4 bd · 2.5 ba ·
1,917 sqft ·
Built 1900
· MultiFamily
· Active
· 36 DOM
Cashflow @ list (25.0% down · 7.5%)
Estimated rent
$5,343/mo
Mortgage (P&I)
−$3,666
Tax + insurance
−$808
HOA
−$0
Vac / Maint / Mgmt
−$1,122
Net cashflow
$-253/mo
Annual
$-3,036/yr
Cap rate
5.86%
Cash-on-cash
-1.55%
DSCR
0.93
1% rule
0.76%
Cash to close
$195,720
Investor read
This is a 4-bed/2.5-bath multifamily listed at $699k.
At list price, monthly cash flow is $-253 ($-3k/yr) — negative.
To cash-flow at today's rent, offer at most $654k (6.4% below list).
To meet the 1% rule (rent ≥ 1% of price), the offer needs to be $534k (23.6% below list).
It's been on market 36 days — a 3% lower offer ($678k) is reasonable based on typical stale-listing flexibility.
Recommended offer: $534k (23.6% below list) — sets the bar for 1% rule.
Local home prices are declining (-3.0%/yr); year-one equity from $5k of loan paydown is wiped out by about $21k of value loss. Plan a longer hold.
Location reads 77/100 on livability (#41 in CT, #2,966 nationally) — a middle-class / working-renter tenant base.
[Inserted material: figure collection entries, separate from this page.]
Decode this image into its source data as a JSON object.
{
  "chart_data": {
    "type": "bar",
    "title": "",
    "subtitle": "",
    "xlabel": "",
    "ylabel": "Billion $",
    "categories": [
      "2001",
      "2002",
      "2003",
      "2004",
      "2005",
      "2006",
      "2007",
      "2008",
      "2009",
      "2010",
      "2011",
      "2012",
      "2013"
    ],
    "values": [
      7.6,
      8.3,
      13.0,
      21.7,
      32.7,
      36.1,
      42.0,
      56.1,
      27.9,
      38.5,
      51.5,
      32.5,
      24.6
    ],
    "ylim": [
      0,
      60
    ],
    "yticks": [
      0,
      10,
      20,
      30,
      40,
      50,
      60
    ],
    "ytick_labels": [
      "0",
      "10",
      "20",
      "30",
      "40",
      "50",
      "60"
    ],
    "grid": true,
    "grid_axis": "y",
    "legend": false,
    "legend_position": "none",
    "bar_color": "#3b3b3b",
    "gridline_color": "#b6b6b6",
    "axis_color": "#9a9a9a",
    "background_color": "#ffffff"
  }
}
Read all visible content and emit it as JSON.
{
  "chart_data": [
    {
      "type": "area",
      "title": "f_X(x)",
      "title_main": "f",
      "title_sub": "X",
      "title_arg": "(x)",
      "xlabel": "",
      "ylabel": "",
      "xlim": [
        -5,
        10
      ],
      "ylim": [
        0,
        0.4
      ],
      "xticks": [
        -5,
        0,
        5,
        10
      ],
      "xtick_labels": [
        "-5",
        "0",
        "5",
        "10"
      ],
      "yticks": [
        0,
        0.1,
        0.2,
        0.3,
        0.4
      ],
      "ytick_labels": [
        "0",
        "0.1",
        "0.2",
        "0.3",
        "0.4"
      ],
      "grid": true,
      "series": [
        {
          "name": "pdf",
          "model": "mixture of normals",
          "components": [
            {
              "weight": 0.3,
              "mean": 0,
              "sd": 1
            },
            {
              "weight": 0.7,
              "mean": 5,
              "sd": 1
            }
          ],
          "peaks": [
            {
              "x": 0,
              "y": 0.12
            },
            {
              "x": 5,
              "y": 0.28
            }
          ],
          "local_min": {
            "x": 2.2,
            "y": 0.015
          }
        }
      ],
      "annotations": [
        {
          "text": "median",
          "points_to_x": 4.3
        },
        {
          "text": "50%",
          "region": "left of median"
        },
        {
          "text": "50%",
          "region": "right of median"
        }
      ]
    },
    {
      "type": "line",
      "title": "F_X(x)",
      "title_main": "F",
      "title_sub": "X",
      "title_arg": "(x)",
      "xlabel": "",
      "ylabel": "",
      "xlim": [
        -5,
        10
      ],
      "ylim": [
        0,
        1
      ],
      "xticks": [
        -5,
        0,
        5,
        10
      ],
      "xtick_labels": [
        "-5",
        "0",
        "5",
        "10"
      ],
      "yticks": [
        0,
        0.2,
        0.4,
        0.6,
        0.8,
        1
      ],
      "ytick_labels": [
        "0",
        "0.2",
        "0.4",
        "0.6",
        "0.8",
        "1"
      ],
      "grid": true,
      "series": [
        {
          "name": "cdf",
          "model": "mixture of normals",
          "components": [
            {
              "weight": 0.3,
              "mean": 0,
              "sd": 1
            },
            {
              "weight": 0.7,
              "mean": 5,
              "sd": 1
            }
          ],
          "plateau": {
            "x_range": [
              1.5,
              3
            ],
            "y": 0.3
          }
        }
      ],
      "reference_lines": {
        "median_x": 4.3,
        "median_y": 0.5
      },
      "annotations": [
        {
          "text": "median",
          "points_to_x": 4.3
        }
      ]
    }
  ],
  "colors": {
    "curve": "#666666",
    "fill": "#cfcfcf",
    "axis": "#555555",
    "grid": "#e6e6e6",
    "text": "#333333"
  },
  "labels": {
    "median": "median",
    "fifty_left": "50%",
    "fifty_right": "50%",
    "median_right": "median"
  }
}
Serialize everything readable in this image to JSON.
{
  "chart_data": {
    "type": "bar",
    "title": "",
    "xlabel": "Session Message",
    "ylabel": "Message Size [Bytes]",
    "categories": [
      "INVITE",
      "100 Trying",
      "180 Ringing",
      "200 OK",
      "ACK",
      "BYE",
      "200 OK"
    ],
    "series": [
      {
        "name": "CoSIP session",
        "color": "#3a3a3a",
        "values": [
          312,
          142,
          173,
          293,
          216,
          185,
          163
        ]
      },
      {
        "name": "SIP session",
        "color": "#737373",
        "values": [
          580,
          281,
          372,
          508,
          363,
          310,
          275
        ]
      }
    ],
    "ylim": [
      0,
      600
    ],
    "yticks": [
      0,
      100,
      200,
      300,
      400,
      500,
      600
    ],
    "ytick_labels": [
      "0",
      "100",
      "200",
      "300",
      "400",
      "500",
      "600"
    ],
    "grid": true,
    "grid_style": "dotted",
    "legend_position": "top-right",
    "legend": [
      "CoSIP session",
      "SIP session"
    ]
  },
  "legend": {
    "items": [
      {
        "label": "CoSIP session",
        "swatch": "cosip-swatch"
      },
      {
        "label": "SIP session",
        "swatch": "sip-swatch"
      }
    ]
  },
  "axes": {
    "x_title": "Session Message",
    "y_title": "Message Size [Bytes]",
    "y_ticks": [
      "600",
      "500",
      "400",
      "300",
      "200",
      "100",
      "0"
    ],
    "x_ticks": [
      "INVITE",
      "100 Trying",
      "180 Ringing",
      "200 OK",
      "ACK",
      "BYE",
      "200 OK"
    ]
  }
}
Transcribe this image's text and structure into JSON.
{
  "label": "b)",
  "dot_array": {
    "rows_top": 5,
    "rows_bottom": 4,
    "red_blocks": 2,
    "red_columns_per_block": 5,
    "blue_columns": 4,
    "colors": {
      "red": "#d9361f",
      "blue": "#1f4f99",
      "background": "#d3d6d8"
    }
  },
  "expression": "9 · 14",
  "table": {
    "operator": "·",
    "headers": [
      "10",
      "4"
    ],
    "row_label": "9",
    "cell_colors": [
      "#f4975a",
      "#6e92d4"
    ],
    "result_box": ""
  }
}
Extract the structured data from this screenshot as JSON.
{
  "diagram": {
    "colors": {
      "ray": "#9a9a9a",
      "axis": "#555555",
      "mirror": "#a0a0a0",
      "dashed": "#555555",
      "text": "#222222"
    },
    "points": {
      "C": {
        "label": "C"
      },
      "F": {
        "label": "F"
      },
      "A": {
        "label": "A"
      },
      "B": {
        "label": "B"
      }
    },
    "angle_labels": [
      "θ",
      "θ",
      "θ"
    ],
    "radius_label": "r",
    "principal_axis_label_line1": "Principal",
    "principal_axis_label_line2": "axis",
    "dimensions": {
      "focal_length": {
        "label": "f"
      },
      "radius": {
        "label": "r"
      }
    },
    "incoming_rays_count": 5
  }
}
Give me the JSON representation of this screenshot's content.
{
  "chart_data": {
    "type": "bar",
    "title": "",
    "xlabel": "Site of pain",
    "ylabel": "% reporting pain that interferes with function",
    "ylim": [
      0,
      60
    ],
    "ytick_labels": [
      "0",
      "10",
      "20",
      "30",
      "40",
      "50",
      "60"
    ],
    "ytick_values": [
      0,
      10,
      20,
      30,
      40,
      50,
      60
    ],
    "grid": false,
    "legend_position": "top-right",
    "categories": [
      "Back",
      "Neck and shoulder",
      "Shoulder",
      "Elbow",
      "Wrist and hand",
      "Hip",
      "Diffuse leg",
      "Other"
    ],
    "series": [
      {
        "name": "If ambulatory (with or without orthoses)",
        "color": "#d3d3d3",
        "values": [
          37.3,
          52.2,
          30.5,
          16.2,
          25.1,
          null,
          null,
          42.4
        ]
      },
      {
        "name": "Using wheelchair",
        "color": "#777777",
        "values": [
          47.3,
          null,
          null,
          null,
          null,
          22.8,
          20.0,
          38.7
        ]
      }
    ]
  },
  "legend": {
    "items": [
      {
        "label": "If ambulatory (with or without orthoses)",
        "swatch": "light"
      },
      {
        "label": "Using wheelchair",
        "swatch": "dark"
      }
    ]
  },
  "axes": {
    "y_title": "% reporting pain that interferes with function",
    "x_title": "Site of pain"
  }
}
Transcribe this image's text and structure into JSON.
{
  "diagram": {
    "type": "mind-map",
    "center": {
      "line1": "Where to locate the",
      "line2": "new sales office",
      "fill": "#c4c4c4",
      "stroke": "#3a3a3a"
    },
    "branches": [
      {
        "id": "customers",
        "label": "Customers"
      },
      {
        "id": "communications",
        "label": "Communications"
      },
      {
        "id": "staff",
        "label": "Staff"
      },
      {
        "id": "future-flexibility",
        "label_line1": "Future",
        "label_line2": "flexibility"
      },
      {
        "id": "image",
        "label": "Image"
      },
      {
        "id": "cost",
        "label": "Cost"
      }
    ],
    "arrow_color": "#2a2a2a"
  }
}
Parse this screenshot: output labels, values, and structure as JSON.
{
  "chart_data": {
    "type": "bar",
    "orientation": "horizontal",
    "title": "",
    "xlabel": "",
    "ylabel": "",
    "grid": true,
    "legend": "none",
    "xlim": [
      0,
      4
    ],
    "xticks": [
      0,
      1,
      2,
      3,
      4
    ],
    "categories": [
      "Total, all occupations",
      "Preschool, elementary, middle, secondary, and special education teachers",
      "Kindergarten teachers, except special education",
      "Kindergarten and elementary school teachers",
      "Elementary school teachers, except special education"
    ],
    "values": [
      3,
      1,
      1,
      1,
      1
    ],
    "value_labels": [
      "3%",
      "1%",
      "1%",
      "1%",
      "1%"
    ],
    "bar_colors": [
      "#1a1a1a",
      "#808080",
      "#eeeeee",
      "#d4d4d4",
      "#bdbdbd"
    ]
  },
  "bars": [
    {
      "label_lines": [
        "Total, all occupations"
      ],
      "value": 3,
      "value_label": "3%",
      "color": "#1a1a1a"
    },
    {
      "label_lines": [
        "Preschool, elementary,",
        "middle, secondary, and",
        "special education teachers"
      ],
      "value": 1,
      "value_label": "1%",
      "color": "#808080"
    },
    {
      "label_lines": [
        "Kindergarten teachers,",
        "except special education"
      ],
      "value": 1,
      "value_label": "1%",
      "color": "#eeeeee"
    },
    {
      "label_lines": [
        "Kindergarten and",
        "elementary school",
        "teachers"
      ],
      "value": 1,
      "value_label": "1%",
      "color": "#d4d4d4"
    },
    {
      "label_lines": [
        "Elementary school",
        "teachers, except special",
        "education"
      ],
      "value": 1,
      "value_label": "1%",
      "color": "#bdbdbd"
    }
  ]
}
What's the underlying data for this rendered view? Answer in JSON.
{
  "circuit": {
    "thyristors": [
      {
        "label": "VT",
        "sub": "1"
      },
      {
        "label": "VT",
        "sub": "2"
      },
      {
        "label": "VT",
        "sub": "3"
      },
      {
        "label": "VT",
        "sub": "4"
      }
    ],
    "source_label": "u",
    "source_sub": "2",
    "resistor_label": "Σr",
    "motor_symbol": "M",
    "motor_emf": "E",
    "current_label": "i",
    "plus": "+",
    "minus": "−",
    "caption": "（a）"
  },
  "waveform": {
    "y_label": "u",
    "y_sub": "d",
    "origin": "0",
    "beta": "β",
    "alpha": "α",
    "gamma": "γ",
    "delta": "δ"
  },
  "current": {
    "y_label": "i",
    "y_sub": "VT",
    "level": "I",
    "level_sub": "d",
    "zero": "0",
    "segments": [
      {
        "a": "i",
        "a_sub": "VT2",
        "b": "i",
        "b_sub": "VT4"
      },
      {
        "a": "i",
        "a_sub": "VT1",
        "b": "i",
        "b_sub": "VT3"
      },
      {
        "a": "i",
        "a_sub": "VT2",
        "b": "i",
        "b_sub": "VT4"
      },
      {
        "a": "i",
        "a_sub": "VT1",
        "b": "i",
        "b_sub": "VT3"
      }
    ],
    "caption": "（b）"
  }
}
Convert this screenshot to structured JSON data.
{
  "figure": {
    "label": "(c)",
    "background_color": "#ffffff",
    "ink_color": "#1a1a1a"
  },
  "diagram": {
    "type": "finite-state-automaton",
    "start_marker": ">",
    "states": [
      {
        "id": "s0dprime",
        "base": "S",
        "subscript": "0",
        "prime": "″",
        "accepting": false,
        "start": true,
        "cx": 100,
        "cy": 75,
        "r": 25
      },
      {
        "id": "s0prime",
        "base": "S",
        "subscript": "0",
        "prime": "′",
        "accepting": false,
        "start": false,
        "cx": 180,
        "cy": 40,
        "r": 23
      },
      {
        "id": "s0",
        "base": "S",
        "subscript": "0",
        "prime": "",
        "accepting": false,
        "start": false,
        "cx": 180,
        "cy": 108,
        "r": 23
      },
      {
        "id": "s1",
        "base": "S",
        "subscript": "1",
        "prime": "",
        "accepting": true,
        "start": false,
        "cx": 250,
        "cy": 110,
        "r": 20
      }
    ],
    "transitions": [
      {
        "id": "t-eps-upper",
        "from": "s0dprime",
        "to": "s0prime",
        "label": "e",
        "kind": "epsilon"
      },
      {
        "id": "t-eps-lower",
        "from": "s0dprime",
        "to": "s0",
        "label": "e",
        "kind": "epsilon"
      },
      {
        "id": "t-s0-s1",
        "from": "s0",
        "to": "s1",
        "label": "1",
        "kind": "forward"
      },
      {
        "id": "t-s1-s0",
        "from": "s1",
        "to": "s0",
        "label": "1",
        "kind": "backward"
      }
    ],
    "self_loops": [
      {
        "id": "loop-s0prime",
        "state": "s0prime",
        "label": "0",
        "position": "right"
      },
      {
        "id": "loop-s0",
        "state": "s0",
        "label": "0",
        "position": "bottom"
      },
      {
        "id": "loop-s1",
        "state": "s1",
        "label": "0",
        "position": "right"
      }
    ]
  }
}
Strengths: employment A+, health & safety A+, crime A; Watch: amenities C-, cost of living F.
Norwalk School District (urban): math 29% / reading 44% proficiency, ranked #104 of 153 in CT (top 68%) — families likely to look elsewhere, expect single-tenant / working-renter base with shorter leases.
Zoned schools: Kendall College & Career Academy (math 19% / reading 33%, grade F, #415 of 553 statewide, top 75%, 403 students, 60% FRL); Ponus Ridge Steam Academy (math 19% / reading 34%, grade F, #151 of 175 statewide, top 87%, 644 students, 58% FRL); Brien Mcmahon High School (math 30% / reading 58%, grade F, #97 of 194 statewide, top 50%, 1,711 students, 49% FRL) — zoned schools average 56% FRL vs 40% district-wide (15 pts higher); higher-poverty schools than district average — tighter screening recommended.
Watch-outs: built in 1900 — expect roof / HVAC / electrical / plumbing capex.
Market conditions: Rents rising (+3.5%/yr); 72 active listings in the ZIP; 16 comparable units currently listed for rent nearby; rentals at typical pace (median 23d on market — plan ~3-4 weeks tenant-placement turnaround); high-income renter base; 1,151 units permitted in Western Connecticut Planning Region in 2024 (714 in 5+ unit buildings).
3 sale attempts since 29y ago with the ask held roughly flat each time — persistent listings suggest the price (not the market) is what's stuck; bring a comps-based counter.
Current owner paid $232k; list at $699k implies a 202% gain — meaningful room to come down on a strong offer.
Climate carrying-cost: major wind risk, 72% chance of damaging wind over 30y; extreme-heat days projected 7→16/yr by 2055 (HVAC capex compounding) — expect insurance premiums to compound above CPI over the hold.
Cap rate 5.9% vs local median 3.4% in Norwalk — top-decile yield for the area; either an underpriced asset or a hidden risk that comps aren't pricing in. Stress-test before assuming the spread holds.
At $5,343/mo this rent would consume 52% of the median local household income ($124k/yr) (locally 979% of renters already pay >50% of income on rent) — very limited rent-growth headroom before tenants either downsize or default.
Questions for listing agent
What do current leases actually rent for vs. the listed asking? Can we see a recent rent roll and the last 12 months of T-12 income?
It's been on market 36 days. Have you received any prior offers? Is the seller open to a 24% concession, seller financing, or rate buy-down credit?
Built in 1900 — when were the roof, HVAC, electrical panel, plumbing, and water heater last replaced?
Is there a deadline driving the sale (1031 exchange, divorce, estate, relocation)? That informs how much negotiation room exists.
The area grade is low — what's the realistic commute time and amenity access for the typical tenant pool here? Any planned neighborhood developments (good or bad) we should know about?
What's the average days-on-market for RENTAL listings here right now (not sales)? A rising rental-DOM trend means longer vacancies and softer asking-rent achievability than the comps imply.
What's the recent tenant-quality profile in this submarket — average credit score on applications, eviction rate, late-payment / NSF rate, and stable-employment percentage? A property-management company in the area should have these aggregated.
How much new apartment / multifamily construction is in the pipeline within 1–3 miles? Heavy new supply (>2% of stock underway) typically softens rents 12–24 months out; light construction supports rent growth.